Cart abandonment drip campaign. About 70% of online shoppers abandon their carts before checkout. An abandoned cart email sequence reminds them of what they left behind, sometimes with a small nudge, such as free shipping or a discount.
Here’s what that looks like: 1 hour after abandonment, a reminder email → Day 2, a follow-up with social proof like reviews, ratings, or customer photos → Day 4, a final nudge with a small discount.
These are among the highest-converting automated emails because the shopper already showed interest by adding items to their cart.
Educational drip campaign. Not every drip campaign is about selling. You can teach your audience something useful, like a mini-course, expert tips, or a multi-part guide.
For example, a five-part educational email course might send one lesson per week, each covering a different aspect of a topic your audience cares about. When you teach someone something useful for free, they’re more likely to trust you when you eventually offer something paid.
It works well for businesses with longer buying cycles, because you stay in the reader’s inbox while they’re still deciding whether to buy.
Effective drip campaigns depend on three things: timing, relevance, and testing. Get those right, and your emails drive opens, clicks, and sales.
Space your emails well. As a starting point, two to five days between emails works for most sequences. Welcome series can go faster, even daily, for the first few days. For lead nurturing, five to seven-day gaps work better since the reader needs time to absorb each message.
Pay attention to when your audience opens emails, and adjust your send times accordingly.
Personalize based on what people do. If someone clicked on a product link, the next email should be about that product, not a general update. The closer the match between what someone did and what you send next, the fewer unsubscribes you’ll see.
Give each email one job. One purpose. One call-to-action (CTA) – that’s the button or link you want the reader to click. Emails with a single CTA get much higher CTR than those with several competing links.
Test one thing at a time. Start with subject lines since they affect open rates the most. Then try different email lengths, CTA placements, and send times.
A/B testing means sending two versions of the same email to a small group to see which performs better. It consistently improves your email ROI. ROI stands for return on investment, which is how much revenue your emails generate compared to what you spend on them.
Follow email regulations. Email providers like Gmail and Outlook check whether you follow basic rules, such as including an unsubscribe link, using a real sender address, and only emailing people who gave consent. If you don’t, your emails are more likely to land in spam.

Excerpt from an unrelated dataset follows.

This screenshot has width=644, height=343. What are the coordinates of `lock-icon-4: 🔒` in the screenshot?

The rules you need to follow depend on where your audience is, not where your business is based. If you email people in the US, follow the CAN-SPAM Act. If any of your subscribers are in the EU, follow GDPR. Canada has CASL.
Use your data to refine the sequence. After your campaign has been running for a few weeks, check which emails get the most opens and clicks, and which ones people ignore.

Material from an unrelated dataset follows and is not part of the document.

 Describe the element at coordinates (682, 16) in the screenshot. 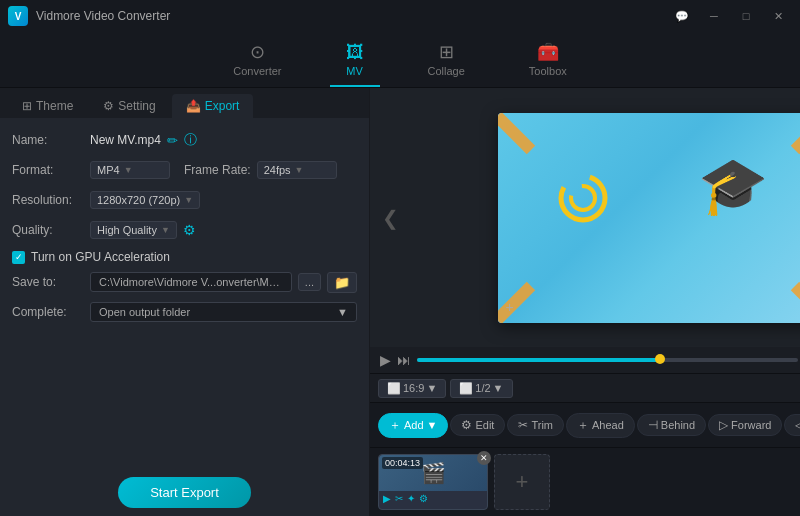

If email three in your sequence has a 2% open rate, the problem might be the subject line, the timing, or the content. Adjust one thing, watch the numbers, and repeat.
Watch for these three common mistakes:
Drip campaigns aren't limited to email. You can combine them with SMS messages, push notifications, or social media retargeting. The approach is the same – triggered, sequenced, personalized – but you reach people across more than one channel.
Now that you know what a drip campaign is, the different types, and what makes them work, it’s time to set up your first one.
You don’t need a 20-email sequence to start generating opens and clicks. A three-email welcome series or a basic re-engagement campaign is enough. Pick one goal, define your audience, write a few emails, and set your triggers.
To get started, you’ll need a tool that can handle email creation, automation, and managing your contacts. Hostinger Reach does all three on its paid plans.